Some good points in there, although coming from a company which has long suffered from your proposed approach, there's some important cons to consider too:
> Third it actually makes the IT department more resilient. They are
> always putting in some new server or moving applications to a new one.
In our case, exactly the opposite. We had one (old/ancient) machine per web service, where we should have instead been using one virtual machine on a properly maintained piece of hardware. IT didn't know a single thing about these machines, because they'd been running so long that noone dared to touch them. Hardware failure equaled disaster, almost by definition.
Once we switched to a cluster for computations and virtual machines for web services, IT has finally become able to deal with all these machines and services.
> This also gives slack for growth and the ability to ride the
> technology wave forward.
That also worked exactly the wrong way around, as we were ending up with ancient machines. It's still running - why replace it?

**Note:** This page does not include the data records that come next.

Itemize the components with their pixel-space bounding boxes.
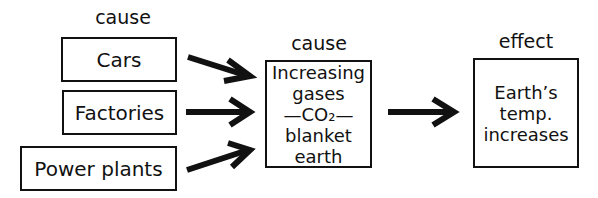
- arrow-icon: [388, 99, 454, 125]
- arrow-icon: [188, 57, 250, 81]
- arrow-icon: [186, 99, 250, 125]
- arrow-icon: [187, 143, 250, 170]
- arrows: [0, 0, 598, 198]
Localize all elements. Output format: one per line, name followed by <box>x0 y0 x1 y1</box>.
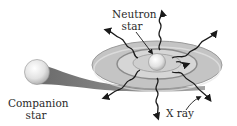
companion-star-label-line2: star <box>8 109 64 121</box>
companion-star <box>25 60 50 85</box>
neutron-star-label: Neutron star <box>112 8 152 32</box>
neutron-star-label-line2: star <box>112 20 152 32</box>
x-ray-label: X ray <box>162 107 198 119</box>
companion-star-label: Companion star <box>8 97 64 121</box>
neutron-star-label-line1: Neutron <box>112 8 152 20</box>
neutron-star <box>149 54 166 71</box>
companion-star-label-line1: Companion <box>8 97 64 109</box>
x-ray-label-text: X ray <box>166 107 194 119</box>
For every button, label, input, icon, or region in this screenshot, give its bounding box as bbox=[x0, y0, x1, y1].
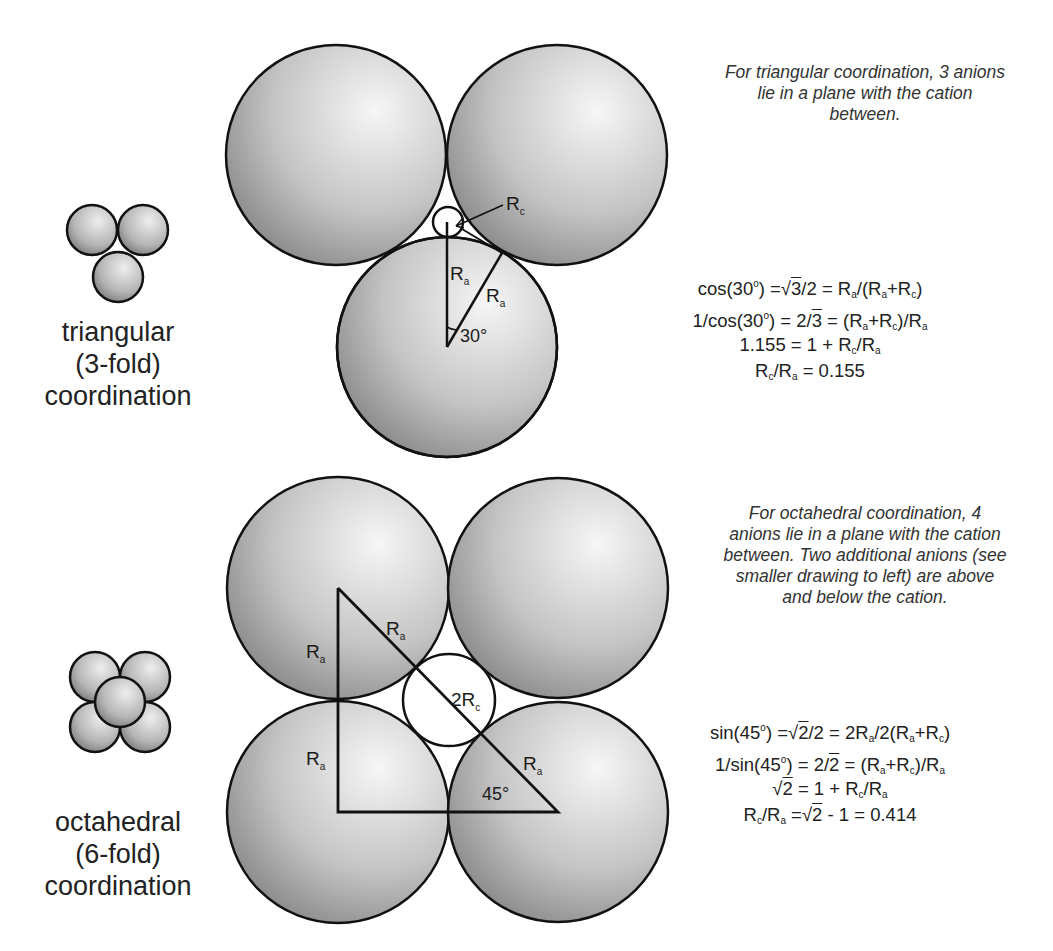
octahedral-diagram: Ra Ra 2Rc Ra Ra 45° bbox=[227, 477, 668, 923]
description-line: between. Two additional anions (see bbox=[690, 545, 1040, 566]
label-angle-45: 45° bbox=[482, 784, 509, 804]
equation-3: 1.155 = 1 + Rc/Ra bbox=[660, 332, 960, 358]
label-line: octahedral bbox=[0, 806, 236, 838]
label-line: coordination bbox=[0, 380, 236, 412]
description-line: lie in a plane with the cation bbox=[690, 83, 1040, 104]
label-line: coordination bbox=[0, 870, 236, 902]
description-line: smaller drawing to left) are above bbox=[690, 566, 1040, 587]
description-line: and below the cation. bbox=[690, 587, 1040, 608]
octahedral-description: For octahedral coordination, 4 anions li… bbox=[690, 503, 1040, 608]
label-angle-30: 30° bbox=[460, 326, 487, 346]
anion-upper-right bbox=[448, 478, 668, 698]
triangular-description: For triangular coordination, 3 anions li… bbox=[690, 62, 1040, 125]
triangular-model-icon bbox=[67, 205, 168, 302]
octahedral-model-icon bbox=[70, 652, 170, 752]
label-line: triangular bbox=[0, 316, 236, 348]
equation-1: sin(45o) =√2/2 = 2Ra/2(Ra+Rc) bbox=[675, 712, 985, 744]
equation-2: 1/cos(30o) = 2/3 = (Ra+Rc)/Ra bbox=[660, 300, 960, 332]
equation-4: Rc/Ra =√2 - 1 = 0.414 bbox=[675, 802, 985, 828]
label-line: (3-fold) bbox=[0, 348, 236, 380]
equation-1: cos(30o) =√3/2 = Ra/(Ra+Rc) bbox=[660, 268, 960, 300]
anion-upper-left bbox=[226, 45, 446, 265]
description-line: between. bbox=[690, 104, 1040, 125]
anion-upper-right bbox=[447, 45, 667, 265]
octahedral-label: octahedral (6-fold) coordination bbox=[0, 806, 236, 902]
description-line: For triangular coordination, 3 anions bbox=[690, 62, 1040, 83]
equation-3: √2 = 1 + Rc/Ra bbox=[675, 776, 985, 802]
equation-2: 1/sin(45o) = 2/2 = (Ra+Rc)/Ra bbox=[675, 744, 985, 776]
triangular-diagram: Rc Ra Ra 30° bbox=[226, 45, 667, 457]
description-line: For octahedral coordination, 4 bbox=[690, 503, 1040, 524]
equation-4: Rc/Ra = 0.155 bbox=[660, 358, 960, 384]
octahedral-equations: sin(45o) =√2/2 = 2Ra/2(Ra+Rc) 1/sin(45o)… bbox=[675, 712, 985, 828]
triangular-label: triangular (3-fold) coordination bbox=[0, 316, 236, 412]
description-line: anions lie in a plane with the cation bbox=[690, 524, 1040, 545]
triangular-equations: cos(30o) =√3/2 = Ra/(Ra+Rc) 1/cos(30o) =… bbox=[660, 268, 960, 384]
label-line: (6-fold) bbox=[0, 838, 236, 870]
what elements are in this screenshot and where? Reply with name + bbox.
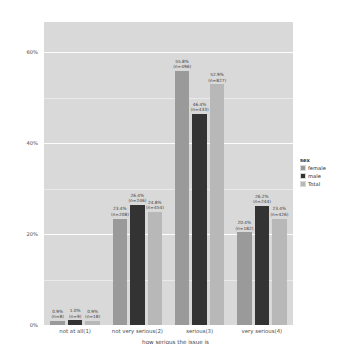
x-axis-tick-label: not very serious(2)	[112, 328, 163, 334]
bar-value-pct: 55.8%	[175, 59, 189, 64]
bar-male-4[interactable]	[255, 206, 270, 325]
legend-swatch-icon	[300, 165, 306, 171]
bar-value-pct: 26.4%	[131, 193, 145, 198]
bar-value-pct: 0.9%	[52, 309, 63, 314]
bar-label: 26.4%(n=246)	[128, 193, 146, 204]
legend-item-label: female	[308, 165, 326, 171]
legend: sex femalemaleTotal	[300, 157, 348, 189]
bar-label: 0.9%(n=8)	[51, 309, 63, 320]
bar-total-1[interactable]	[85, 321, 100, 325]
bar-value-pct: 23.4%	[273, 206, 287, 211]
bar-value-pct: 52.9%	[210, 72, 224, 77]
bar-value-count: (n=496)	[173, 64, 191, 69]
legend-item-female[interactable]: female	[300, 165, 348, 172]
legend-entries: femalemaleTotal	[300, 165, 348, 188]
bar-value-pct: 26.2%	[255, 194, 269, 199]
bar-female-4[interactable]	[237, 232, 252, 325]
y-axis-tick-label: 20%	[0, 231, 38, 237]
legend-item-label: male	[308, 173, 321, 179]
bar-label: 26.2%(n=244)	[253, 194, 271, 205]
legend-item-total[interactable]: Total	[300, 181, 348, 188]
legend-title: sex	[300, 157, 348, 163]
bar-total-4[interactable]	[272, 219, 287, 325]
bar-value-count: (n=182)	[235, 226, 253, 231]
bar-group: 0.9%(n=8)1.0%(n=9)0.9%(n=18)	[50, 22, 100, 325]
bar-value-count: (n=8)	[51, 314, 63, 319]
bar-value-count: (n=433)	[191, 107, 209, 112]
bar-female-2[interactable]	[113, 219, 128, 325]
bar-label: 1.0%(n=9)	[69, 308, 81, 319]
bar-value-count: (n=426)	[270, 212, 288, 217]
bar-value-count: (n=208)	[111, 212, 129, 217]
bar-value-count: (n=827)	[208, 78, 226, 83]
bar-value-pct: 46.4%	[193, 102, 207, 107]
bar-label: 23.4%(n=208)	[111, 206, 129, 217]
bar-female-3[interactable]	[175, 71, 190, 325]
bar-value-pct: 1.0%	[70, 308, 81, 313]
bar-value-pct: 24.8%	[148, 200, 162, 205]
bar-male-1[interactable]	[68, 320, 83, 325]
bar-value-pct: 20.4%	[238, 220, 252, 225]
x-axis-tick-label: very serious(4)	[242, 328, 283, 334]
x-axis-label: how serious the issue is	[0, 339, 351, 345]
bar-group: 55.8%(n=496)46.4%(n=433)52.9%(n=827)	[175, 22, 225, 325]
legend-item-label: Total	[308, 181, 320, 187]
bar-male-3[interactable]	[192, 114, 207, 325]
x-axis-tick-label: serious(3)	[186, 328, 213, 334]
bar-group: 23.4%(n=208)26.4%(n=246)24.8%(n=454)	[113, 22, 163, 325]
bar-value-count: (n=9)	[69, 314, 81, 319]
bar-label: 0.9%(n=18)	[85, 309, 100, 320]
bar-value-pct: 0.9%	[87, 309, 98, 314]
bar-value-count: (n=246)	[128, 198, 146, 203]
legend-swatch-icon	[300, 181, 306, 187]
legend-swatch-icon	[300, 173, 306, 179]
bar-label: 20.4%(n=182)	[235, 220, 253, 231]
y-axis-tick-label: 40%	[0, 140, 38, 146]
bar-group: 20.4%(n=182)26.2%(n=244)23.4%(n=426)	[237, 22, 287, 325]
bar-label: 52.9%(n=827)	[208, 72, 226, 83]
bar-label: 23.4%(n=426)	[270, 206, 288, 217]
bar-chart: 0%20%40%60% 0.9%(n=8)1.0%(n=9)0.9%(n=18)…	[0, 0, 351, 356]
x-axis-tick-label: not at all(1)	[59, 328, 91, 334]
y-axis-tick-label: 60%	[0, 49, 38, 55]
bar-value-count: (n=244)	[253, 199, 271, 204]
bar-value-pct: 23.4%	[113, 206, 127, 211]
bar-value-count: (n=454)	[146, 205, 164, 210]
bar-male-2[interactable]	[130, 205, 145, 325]
bar-female-1[interactable]	[50, 321, 65, 325]
legend-item-male[interactable]: male	[300, 173, 348, 180]
bar-value-count: (n=18)	[85, 314, 100, 319]
bar-total-3[interactable]	[210, 84, 225, 325]
bar-label: 24.8%(n=454)	[146, 200, 164, 211]
bar-total-2[interactable]	[148, 212, 163, 325]
bar-label: 55.8%(n=496)	[173, 59, 191, 70]
bar-label: 46.4%(n=433)	[191, 102, 209, 113]
y-axis-tick-label: 0%	[0, 322, 38, 328]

Our management used to think buying hardware was more cost-efficient. If you add up the required hardware support contracts, installation and configuration costs though, it turned out rather badly. We now clone machines for expansion regularly, either in a VM or as part of a cluster. Expanding has become a matter of hours instead of weeks.
I suppose you could argue that now we've finally caught up with some state of the art systems (cluster / virtualization), hardware expansion will actually work well again. I've yet to see how that will work out in the future. The first proponents of installing cheap, single machines for a single service are already coming up again.